Richard Pitino, Gophers basketball: 40 percent. There's enough bewilderment over this season's futility that Dean Johnson, the chairman of the University's Board of Regents, was willing to say last week to the St. Paul Pioneer Press that he felt Pitino deserved "one more year.''

The deal is, Pitino has lowered the bar so far, that if the Gophers go 7-11 in the Big Ten and reach the NIT next season, it will be saluted as program building – rather than woeful progress from what will then have been a fourth-year coach.

Oh, and those other job offers that Norwood Teague felt his boy Richie was receiving … don't worry about those.

Tracy Claeys, Gophers football: 35 percent. I was all in for giving Big Country a shot, but the immediate negative impact on recruiting raises questions. The buyout is minimal and I'm guessing there will be the return of many empty seats at TCF Bank Stadium, unless the Gophers decide to paper the house with freebies.

Crowds back in the low 40s will not be tolerated, as the athletic department takes on 10s of millions of debt by building the football-centric new facilities.

Don Lucia, Gophers hockey: 25 percent. The Don is going to walk, if not after this season, after 2016-17. That's what I heard from a couple of hockey guys and I'm going with it.

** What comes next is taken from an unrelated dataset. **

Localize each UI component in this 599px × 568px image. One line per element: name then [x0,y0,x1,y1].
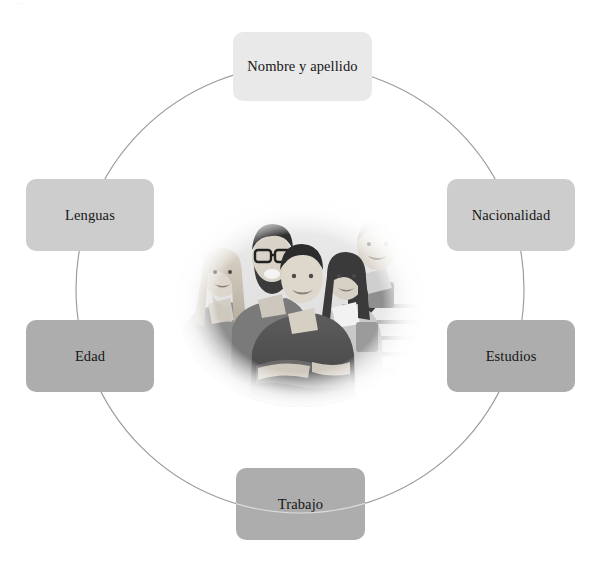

Sam Mitchell, Timberwolves: 15 percent. Sam is an acquired taste. There are indications that some of the young Woofies are having a tough time acquiring it.

Plus, I'm guessing Glen Taylor and his new partners will bring in an outside basketball guy to run the operation. And those guys always have a connection to a different coach – or, perhaps, Flip-style, want to be the coach themselves.

Mike Yeo, Wild: 10 percent. Six years. Quite a run, when considering the crises that Yeo survived. Now, if the Wild doesn't make the playoffs, he's gone. Or, if the Wild makes the playoffs and loses in the first round, he's gone.

With no magic goaltender to bring in to lift the club, I'm guessing there's a 90 percent chance that one of those two things is going to happen, and Yeo gets gassed.

The good news for Yeo is he will go promptly into the NHL's recycled coaching bin and land elsewhere within a year.